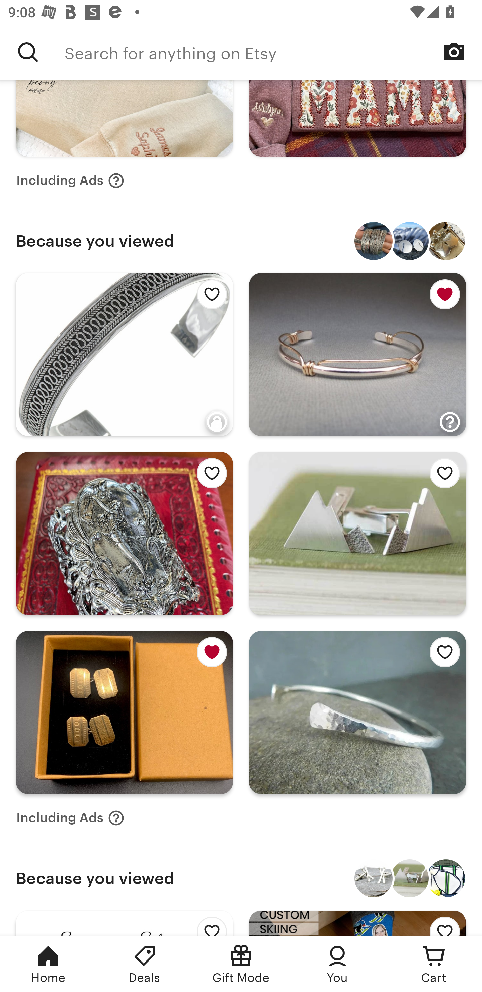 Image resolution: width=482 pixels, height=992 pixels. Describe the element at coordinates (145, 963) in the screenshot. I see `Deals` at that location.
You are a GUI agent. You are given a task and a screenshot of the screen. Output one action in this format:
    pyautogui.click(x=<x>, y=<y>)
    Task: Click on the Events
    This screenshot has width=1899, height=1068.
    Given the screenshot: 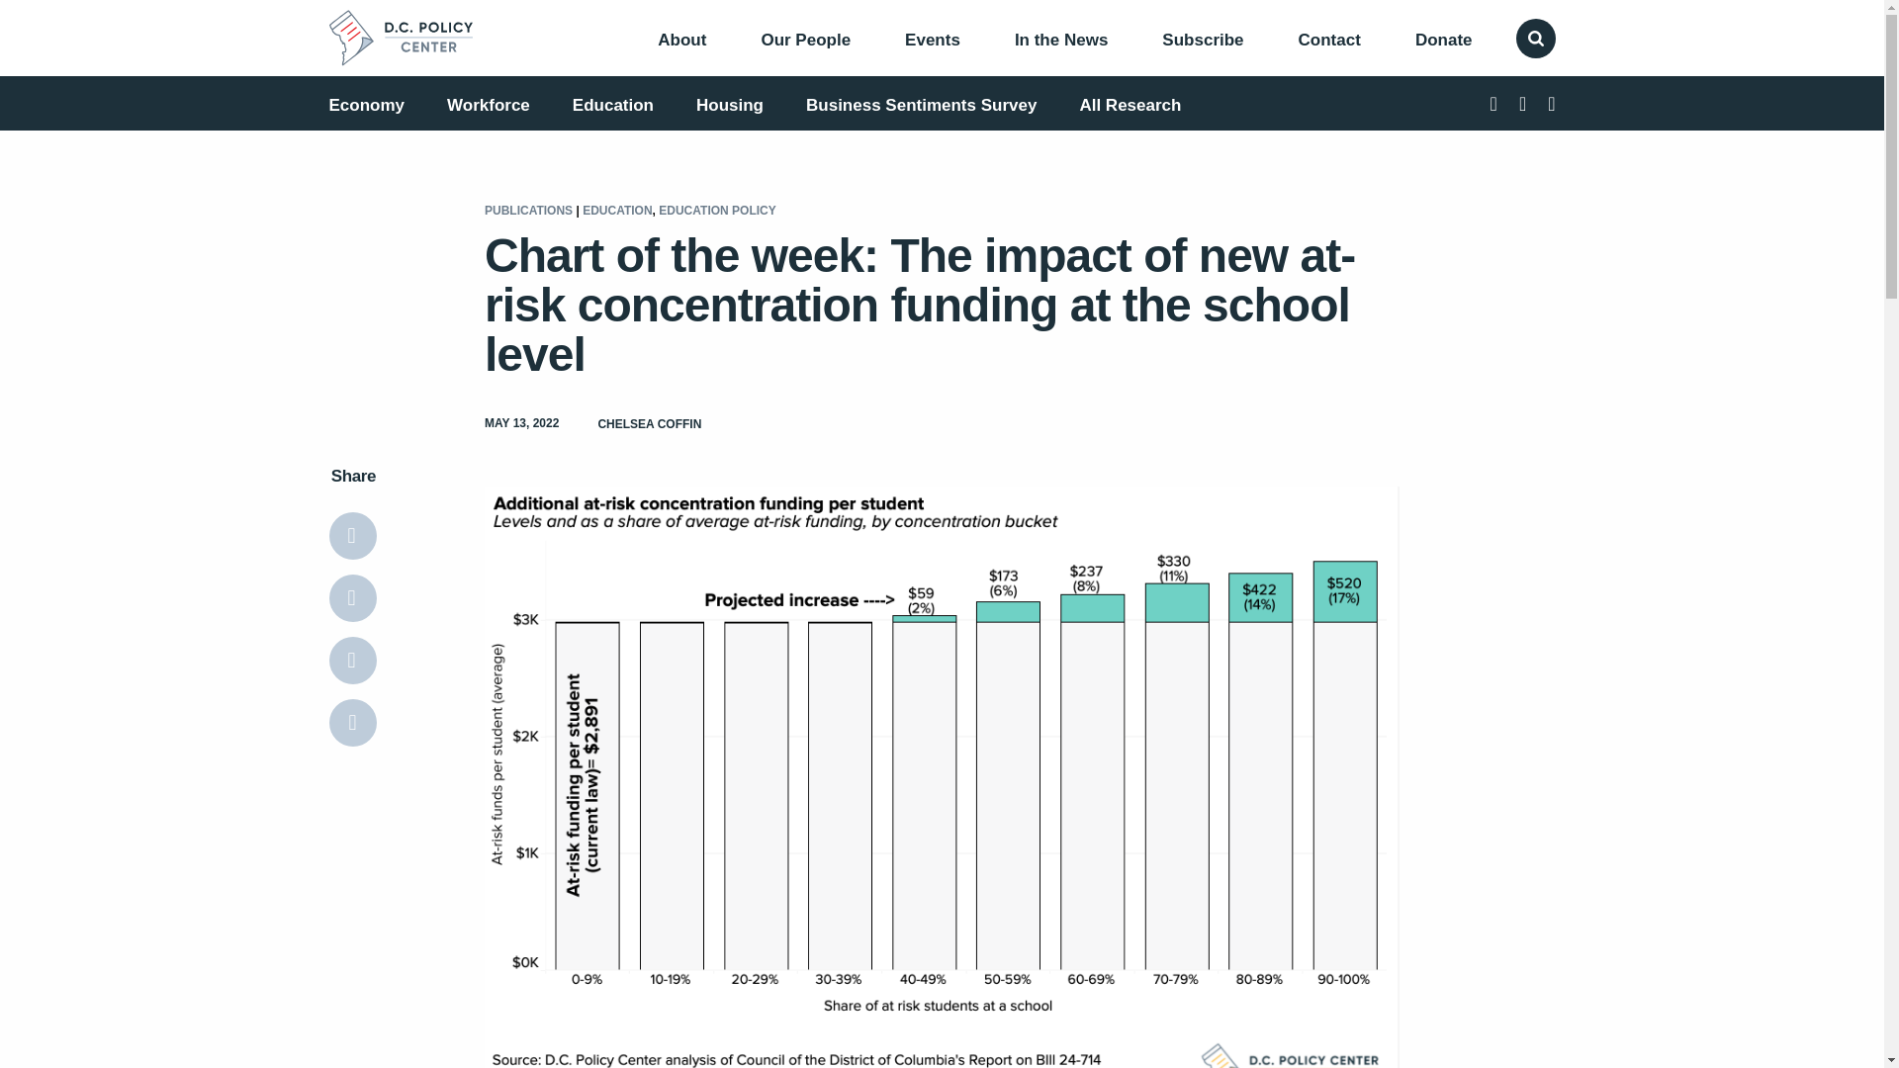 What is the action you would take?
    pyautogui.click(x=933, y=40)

■ Work to complete
All lines in the listing above from the line containing "You are a GUI" to the line containing "This screenshot has", inclusive, should be retyped exactly; no other lines should appear.

■ Exercise result
You are a GUI agent. You are given a task and a screenshot of the screen. Output one action in this format:
    pyautogui.click(x=<x>, y=<y>)
    Task: Click on the Events
    This screenshot has width=1899, height=1068.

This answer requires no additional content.